On Monday we spent a whole day with Leonie and Nick and their friend Anneka, who was visiting from Leonie's Hamburg hometown. It's something Germans do really well: planning and keeping their word. Austin and I waited outside Leonie's favorite restaurant (the American breakfast place where Leonie and I first hung out) until Austin saw a group of three very tall people heading our way. That's probably them, I told him, and then hugged them and said Good morning to the hostess, even though it was afternoon. At the big round table we shared big platters of food and baskets of bread. Leonie gave half of her white chocolate raspberry pancakes to Austin, who traded her something in return. When we were stuffed, we strolled to Leonie's apartment to pick up their cat for a walk. But we found ourselves instead drinking coffee in their tiny kitchen, talking about cross-cultural perception and politics and slang. Just before dinner, we drove to a park where we watched Belvedere the cat scale a tree and bed down in giant holes.
(Photos courtesy of Nick and Leonie)
On Tuesday, September 05, Danielle, Daniel, Austin, Oma, Opa's cousin's wife, and I took two Ubers ten minutes away to Friedhof Staaken, where we sat in squeaky church pews. We hadn't arranged a service, just silence and solemn bells-- the sound of a sad September saunter. We stood for a long while at the deep round hole in the ground, just big enough for the urn, and then whispered our goodbyes to Opa's ashes. Opa wasn't one for pomp, Oma said, and repeated how relieved she was that it was just us at the funeral, with no strangers or neighbors to whisper behind our backs all the ways we could have done it better.
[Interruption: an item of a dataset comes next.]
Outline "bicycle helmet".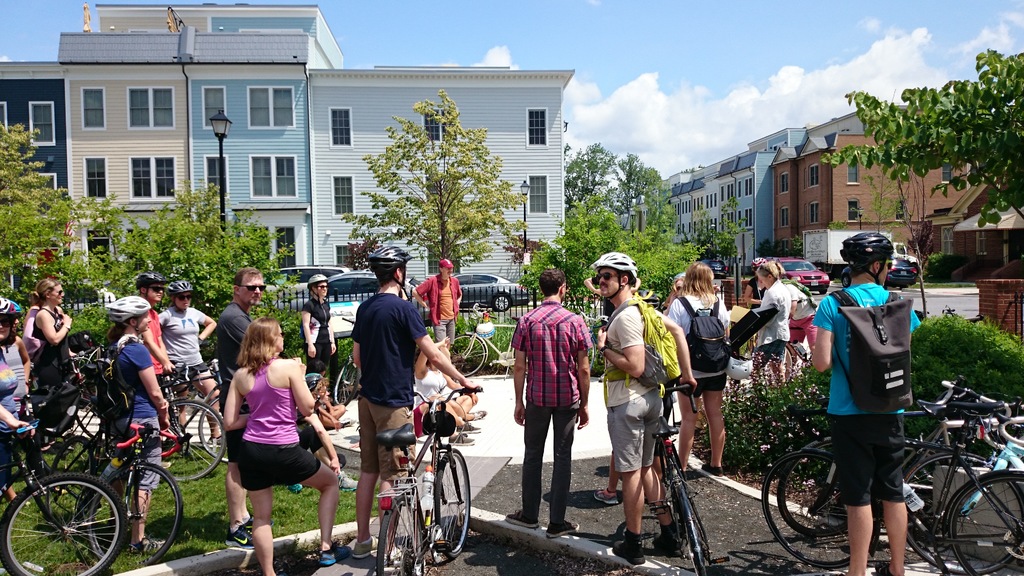
Outline: [x1=372, y1=243, x2=417, y2=274].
On Wednesday we visited Sanssouci, a palace in Potsdam south of Spandau, a direction I never went for the entire four months. I loved looking at the ornate interiors and imagining regal lives and lavish banquets, kings' and queens' conversations and the pauses in-between. Outside, Danielle and Daniel walked the gardens while I leaned against Austin on a bench in the sun. We weren't used to being tourists, and sightseeing was proving to be totally exhausting. It confirmed that the only way I want to travel is weeks at a time, or preferably months, being in one place long enough where it doesn't matter at all if you stay inside the whole day and recoup. I've been so crazy lucky with my remote job, because usually work schedules and budgets mean seeing so many things in so many days that everything becomes a numbing, disorienting kind of blur.
On Austin's last night in Berlin, we went to Brauhaus in Spandau and ate schnitzel outside. I was feeling pensive and somewhat sad -- not necessarily because of any one thing, but a conglomeration of all the thoughts I'd had the last few months, the ups and downs, the reminders of the past, of Mom and Opa alive and well; concerns about Oma getting older and living on her own. The night I'd slept on Oma's couch, she'd woken up in the middle of the night and shouted, Missy?! Are you still here? in such a way that I wondered if this happened-- maybe with Opa instead--even when I wasn't.
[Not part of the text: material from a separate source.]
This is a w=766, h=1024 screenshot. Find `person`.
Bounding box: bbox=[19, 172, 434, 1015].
I was thinking about the dichotomy of being present but making plans, the discomfort of being almost 34 and still not wanting kids. The awareness that everything that's been so good in my new relationship could fade with time. I guess I was just feeling human that night, looking at Austin across the table with the candlelight flickering, knowing we'd never be there again-- not at that moment, those ages. I guess that's what "last nights" are good for, stilling time long enough for you to look around and really see.